Contractor vs Employee in 2026: The US Guide for Founders and Finance Teams
Contractor or employee in 2026? IRS common-law test, DOL economic-reality test, and state ABC tests, with the live status of the Feb 2026 DOL NPRM.
Reviewed by Rohan Sasne on Mar 29, 2026
Schedule C (Form 1040), Profit or Loss from Business (Sole Proprietorship), is the IRS form a sole proprietor or single-member LLC owner uses to report income and expenses from a business they operated or a profession they practiced. The net profit flows to Form 1040 and is also the base for self-employment tax figured on Schedule SE.
Schedule C (Form 1040), titled Profit or Loss From Business (Sole Proprietorship), is the IRS form an individual uses to report the income and expenses of a business they run on their own. The IRS, on its About Schedule C (Form 1040) page, states that you “use Schedule C (Form 1040) to report income or loss from a business you operated or a profession you practiced as a sole proprietor.” The bottom line of the form, net profit or loss, carries to Form 1040 and also sets the base for self-employment tax. For independent contractors, Schedule C is the central tax form of self-employment.
Schedule C brings the whole business onto one form. Per the IRS, an activity qualifies as a business if the primary purpose is income or profit and the owner is involved in it “with continuity and regularity.” On the form, the owner lists:
The net result is the number that matters. It moves to Form 1040 as part of the owner’s total income, and it is the figure self-employment tax is built on.
A sole proprietor files Schedule C with their Form 1040. So does the owner of a domestic single-member LLC that is a disregarded entity for income tax and has not elected corporate treatment. Because the LLC is disregarded, its activity is reported directly on the owner’s return rather than on a separate business return, and Schedule C is the usual place that activity lands. A business with more than one owner does not use Schedule C. It files a partnership or corporate return instead.
The link between Schedule C and self-employment tax is direct. The net profit computed on Schedule C is the starting point for net earnings from self-employment, which are carried to Schedule SE to figure the tax. The IRS sets the self-employment tax rate at 15.3 percent and explains on its self-employment tax page that “the rate consists of two parts: 12.4 percent for social security (old-age, survivors, and disability insurance) and 2.9 percent for Medicare (hospital insurance).” This is why a contractor’s Schedule C net profit drives two taxes at once: income tax on Form 1040 and self-employment tax on Schedule SE.
Omnivoo Contract Management keeps a clean record of every contractor payment and year-end information return, so a US sole proprietor has accurate gross receipts to report on Schedule C.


— WHAT TO DO —
The response should hold each line from the entries below where "every" is found.

Extracts from a graphics dataset
[Start of Attachment]
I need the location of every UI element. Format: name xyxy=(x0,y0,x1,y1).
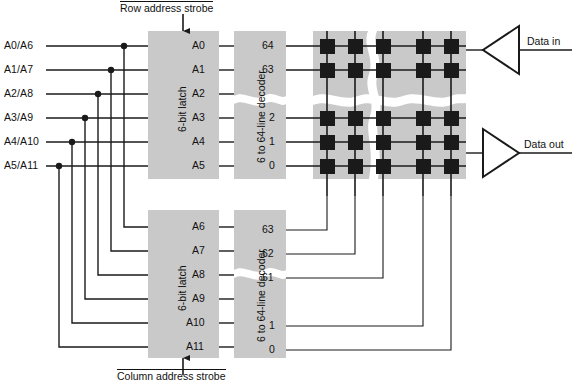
column-latch-pin-a7: A7 xyxy=(192,245,205,256)
address-label-a3-a9: A3/A9 xyxy=(4,112,33,123)
column-latch-to-decoder xyxy=(219,227,234,347)
column-latch-label: 6-bit latch xyxy=(177,265,188,311)
column-latch-pin-a10: A10 xyxy=(186,317,205,328)
row-latch-pin-a0: A0 xyxy=(192,40,205,51)
row-decoder-output-0: 0 xyxy=(269,160,275,171)
row-decoder-output-1: 1 xyxy=(269,136,275,147)
column-decoder-output-0: 0 xyxy=(269,344,275,355)
address-label-a0-a6: A0/A6 xyxy=(4,40,33,51)
column-latch-pin-a11: A11 xyxy=(186,341,204,352)
row-decoder-label: 6 to 64-line decoder xyxy=(256,70,267,163)
dram-block-diagram: A0/A6 A1/A7 A2/A8 A3/A9 A4/A10 A5/A11 A0… xyxy=(0,0,576,387)
row-decoder-output-2: 2 xyxy=(269,112,275,123)
row-latch-to-decoder xyxy=(219,46,234,166)
data-in-label: Data in xyxy=(527,36,560,47)
row-latch-pin-a4: A4 xyxy=(192,136,205,147)
diagram-canvas xyxy=(0,0,576,387)
column-decoder-output-63: 63 xyxy=(262,224,274,235)
address-input-lines xyxy=(46,46,148,166)
row-latch-pin-a5: A5 xyxy=(192,160,205,171)
row-latch-pin-a3: A3 xyxy=(192,112,205,123)
row-address-strobe-label: Row address strobe xyxy=(120,1,213,14)
address-bus-drops xyxy=(59,46,148,347)
data-in-triangle xyxy=(483,26,519,74)
column-latch-pin-a9: A9 xyxy=(192,293,205,304)
address-label-a1-a7: A1/A7 xyxy=(4,64,33,75)
row-decoder-output-64: 64 xyxy=(262,40,274,51)
column-decoder-output-1: 1 xyxy=(269,320,275,331)
row-latch-pin-a1: A1 xyxy=(192,64,205,75)
column-decoder-label: 6 to 64-line decoder xyxy=(256,249,267,342)
column-address-strobe-label: Column address strobe xyxy=(117,369,226,382)
address-label-a4-a10: A4/A10 xyxy=(4,136,39,147)
column-latch-pin-a6: A6 xyxy=(192,221,205,232)
bus-junction-dots xyxy=(56,43,127,169)
column-latch-pin-a8: A8 xyxy=(192,269,205,280)
data-out-label: Data out xyxy=(524,139,564,150)
address-label-a2-a8: A2/A8 xyxy=(4,88,33,99)
bit-line-returns xyxy=(286,196,451,350)
row-latch-label: 6-bit latch xyxy=(177,86,188,132)
data-out-triangle xyxy=(483,129,519,177)
row-latch-pin-a2: A2 xyxy=(192,88,205,99)
address-label-a5-a11: A5/A11 xyxy=(4,160,38,171)
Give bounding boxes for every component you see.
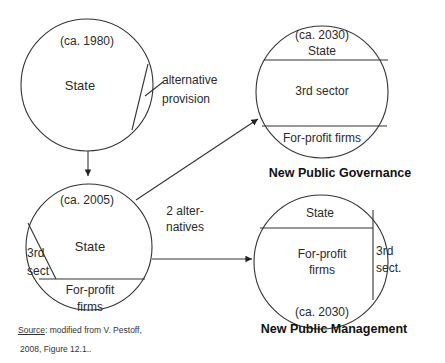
year-npg: (ca. 2030) <box>295 28 349 42</box>
diagram-lines <box>0 0 445 363</box>
year-2005: (ca. 2005) <box>60 193 114 207</box>
third-label-npm: 3rd <box>376 244 393 258</box>
state-label-npg: State <box>308 44 336 58</box>
source-label: Source <box>18 325 45 335</box>
sect-label-npm: sect. <box>376 261 401 275</box>
alternatives-label-2: natives <box>166 220 204 234</box>
alternatives-label-1: 2 alter- <box>166 204 203 218</box>
alternative-label: alternative <box>162 73 217 87</box>
source-line2: 2008, Figure 12.1.. <box>20 342 91 356</box>
npm-caption: New Public Management <box>261 322 408 336</box>
third-label-2005: 3rd <box>27 246 44 260</box>
third-sector-label-npg: 3rd sector <box>295 84 348 98</box>
forprofit-label-2005: For-profit <box>66 283 115 297</box>
firms-label-2005: firms <box>77 300 103 314</box>
year-1980: (ca. 1980) <box>60 34 114 48</box>
state-label-npm: State <box>306 206 334 220</box>
forprofit-label-npg: For-profit firms <box>283 131 361 145</box>
state-label-1980: State <box>65 79 95 93</box>
firms-label-npm: firms <box>309 263 335 277</box>
source-text: : modified from V. Pestoff, <box>45 325 142 335</box>
sect-label-2005: sect <box>27 264 49 278</box>
year-npm: (ca. 2030) <box>295 305 349 319</box>
provision-label: provision <box>162 92 210 106</box>
state-label-2005: State <box>75 240 105 254</box>
forprofit-label-npm: For-profit <box>298 247 347 261</box>
npg-caption: New Public Governance <box>269 166 411 180</box>
source-note: Source: modified from V. Pestoff, <box>18 323 142 337</box>
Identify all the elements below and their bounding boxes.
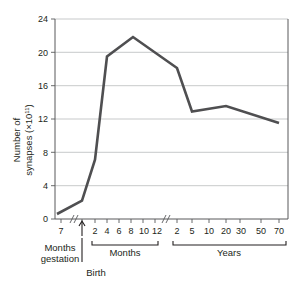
y-tick-label: 4: [43, 181, 48, 191]
y-axis-title-line1: Number of: [11, 117, 22, 162]
years-caption: Years: [217, 247, 241, 258]
y-axis-title-line2: synapses (×1011): [23, 104, 34, 175]
gestation-caption-line2: gestation: [41, 253, 80, 264]
gestation-caption-line1: Months: [44, 242, 75, 253]
x-tick-label-year-10: 10: [204, 226, 214, 236]
birth-label: Birth: [86, 267, 106, 278]
chart-svg: 24 20 16 12 8 4 0 Number of synapses (×1…: [0, 0, 299, 291]
y-tick-label: 8: [43, 148, 48, 158]
x-tick-label-year-70: 70: [274, 226, 284, 236]
y-tick-label: 12: [38, 114, 48, 124]
months-caption: Months: [109, 247, 140, 258]
x-tick-label-year-30: 30: [236, 226, 246, 236]
x-tick-label-month-4: 4: [104, 226, 109, 236]
x-tick-label-month-12: 12: [152, 226, 162, 236]
synapse-density-chart: 24 20 16 12 8 4 0 Number of synapses (×1…: [0, 0, 299, 291]
y-axis-title-line2-text: synapses (×10: [23, 114, 34, 176]
y-tick-label: 24: [38, 14, 48, 24]
x-tick-label-month-6: 6: [116, 226, 121, 236]
x-tick-label-year-50: 50: [256, 226, 266, 236]
y-axis-title-close: ): [23, 104, 34, 107]
x-tick-label-month-8: 8: [128, 226, 133, 236]
x-tick-label-month-10: 10: [139, 226, 149, 236]
y-tick-label: 20: [38, 48, 48, 58]
x-tick-label-gestation-7: 7: [58, 226, 63, 236]
x-tick-label-year-20: 20: [221, 226, 231, 236]
x-tick-label-year-5: 5: [189, 226, 194, 236]
x-tick-label-year-2: 2: [174, 226, 179, 236]
y-tick-label: 16: [38, 81, 48, 91]
y-tick-label: 0: [43, 214, 48, 224]
x-tick-label-month-2: 2: [92, 226, 97, 236]
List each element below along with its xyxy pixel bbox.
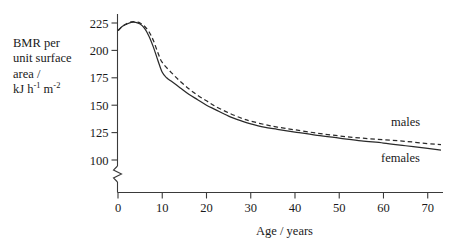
series-line-females <box>118 22 441 150</box>
x-axis-ticks: 010203040506070 <box>115 193 434 215</box>
x-tick-label: 30 <box>244 201 257 215</box>
y-axis-title: BMR per unit surface area / kJ h-1 m-2 <box>13 36 109 98</box>
unit-m: m <box>44 82 54 96</box>
x-tick-label: 0 <box>115 201 121 215</box>
y-tick-label: 225 <box>90 17 109 31</box>
bmr-age-chart: BMR per unit surface area / kJ h-1 m-2 1… <box>0 0 465 248</box>
x-tick-label: 60 <box>377 201 390 215</box>
unit-m-exponent: -2 <box>53 81 60 90</box>
y-axis-title-line-3: area / <box>13 67 109 82</box>
y-tick-label: 100 <box>90 154 109 168</box>
series-label-females: females <box>381 151 420 165</box>
unit-h-exponent: -1 <box>34 81 41 90</box>
y-axis-break-icon <box>114 166 122 182</box>
y-tick-label: 150 <box>90 99 109 113</box>
x-tick-label: 20 <box>200 201 213 215</box>
y-axis-title-line-2: unit surface <box>13 51 109 66</box>
x-axis-title: Age / years <box>256 224 313 238</box>
y-axis-title-line-1: BMR per <box>13 36 109 51</box>
unit-kj: kJ <box>13 82 24 96</box>
x-tick-label: 40 <box>289 201 302 215</box>
series-label-males: males <box>391 115 420 129</box>
x-tick-label: 10 <box>156 201 169 215</box>
x-tick-label: 70 <box>421 201 434 215</box>
x-tick-label: 50 <box>333 201 346 215</box>
y-axis-title-line-4: kJ h-1 m-2 <box>13 82 109 97</box>
y-tick-label: 125 <box>90 126 109 140</box>
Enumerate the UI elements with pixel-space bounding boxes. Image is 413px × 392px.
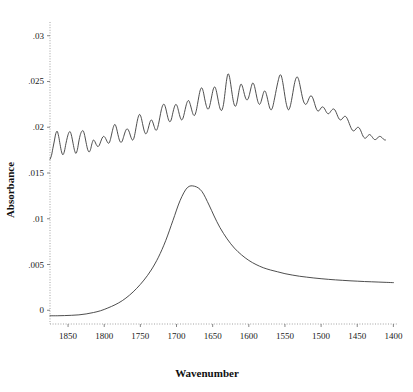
series-line-upper	[50, 74, 385, 159]
y-tick-label: .005	[28, 260, 44, 270]
y-tick-label: .01	[33, 214, 44, 224]
y-axis-ticks: 0.005.01.015.02.025.03	[28, 31, 50, 316]
y-axis-title: Absorbance	[4, 162, 16, 218]
y-tick-label: .025	[28, 76, 44, 86]
x-tick-label: 1600	[240, 331, 259, 341]
y-tick-label: .02	[33, 122, 44, 132]
x-tick-label: 1400	[384, 331, 403, 341]
x-axis-title: Wavenumber	[175, 367, 239, 379]
axes: 1850180017501700165016001550150014501400…	[28, 22, 403, 341]
plot-area: 1850180017501700165016001550150014501400…	[0, 0, 413, 392]
x-tick-label: 1700	[168, 331, 187, 341]
data-series-group	[50, 74, 393, 316]
x-tick-label: 1850	[59, 331, 78, 341]
x-tick-label: 1500	[312, 331, 331, 341]
x-tick-label: 1750	[131, 331, 150, 341]
series-line-lower	[50, 186, 393, 316]
spectrum-chart: 1850180017501700165016001550150014501400…	[0, 0, 413, 392]
x-tick-label: 1650	[204, 331, 223, 341]
x-axis-ticks: 1850180017501700165016001550150014501400	[59, 324, 403, 341]
x-tick-label: 1800	[95, 331, 114, 341]
y-tick-label: .015	[28, 168, 44, 178]
x-tick-label: 1450	[348, 331, 367, 341]
x-tick-label: 1550	[276, 331, 295, 341]
y-tick-label: 0	[40, 305, 45, 315]
y-tick-label: .03	[33, 31, 45, 41]
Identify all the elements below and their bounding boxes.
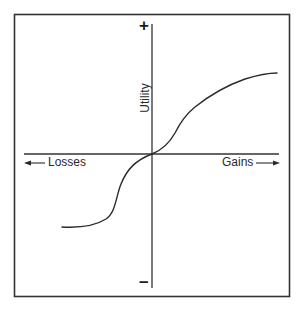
y-axis-label: Utility	[138, 80, 152, 116]
x-axis-positive-label: Gains	[222, 155, 253, 169]
value-function-curve	[62, 73, 277, 227]
utility-diagram: + – Utility Losses Gains	[0, 0, 302, 309]
negative-sign: –	[139, 274, 148, 290]
x-axis-negative-label: Losses	[48, 155, 86, 169]
losses-arrow-icon	[24, 161, 45, 166]
gains-arrow-icon	[256, 161, 280, 166]
positive-sign: +	[139, 18, 149, 34]
diagram-canvas	[0, 0, 302, 309]
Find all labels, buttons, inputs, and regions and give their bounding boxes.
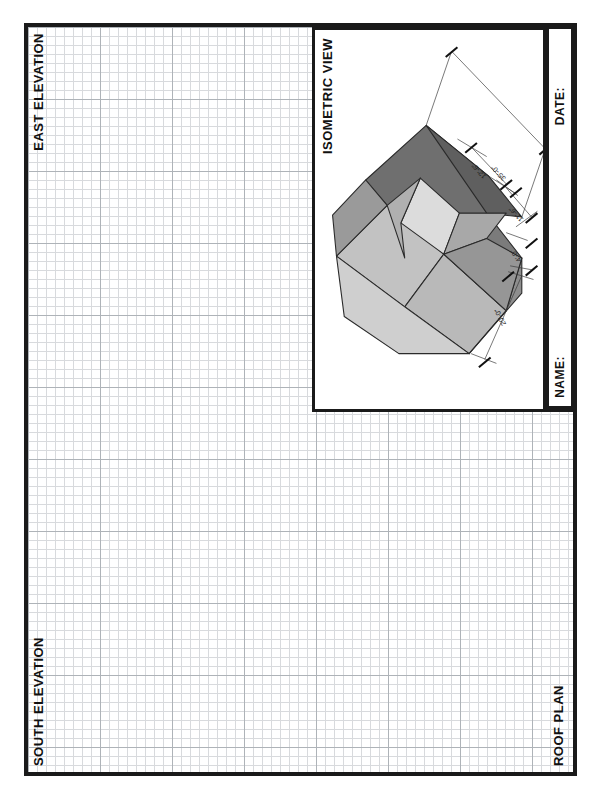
title-block-inner: DATE: NAME: — [547, 27, 573, 408]
title-block: DATE: NAME: — [543, 27, 573, 412]
roof-plan-label: ROOF PLAN — [552, 685, 565, 766]
title-block-name-field[interactable]: NAME: — [554, 356, 566, 398]
south-elevation-label: SOUTH ELEVATION — [32, 637, 45, 766]
isometric-model-drawing: 35'-0" 12'-6" 11'-6" 4'-0" 20'-0" — [315, 30, 554, 409]
east-elevation-label: EAST ELEVATION — [32, 33, 45, 151]
dimension-overall-length: 35'-0" — [489, 164, 507, 182]
isometric-model-svg: 35'-0" 12'-6" 11'-6" 4'-0" 20'-0" — [315, 30, 554, 409]
isometric-view-panel: ISOMETRIC VIEW — [312, 27, 557, 412]
drawing-sheet-body: EAST ELEVATION SOUTH ELEVATION ROOF PLAN… — [28, 27, 573, 772]
drawing-sheet-border: EAST ELEVATION SOUTH ELEVATION ROOF PLAN… — [24, 23, 577, 776]
title-block-date-field[interactable]: DATE: — [554, 87, 566, 125]
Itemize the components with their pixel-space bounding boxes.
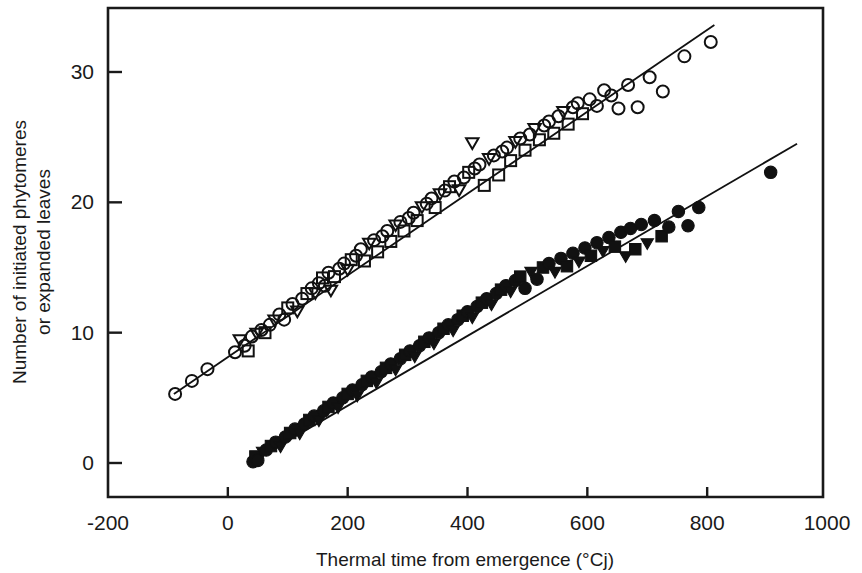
[End of Attachment]
— SOLUTION FOR THIS PROBLEM —
I need the location of every UI element. Format: name xyxy=(x0,y0,x1,y1).
Give bounding boxes for every component you see.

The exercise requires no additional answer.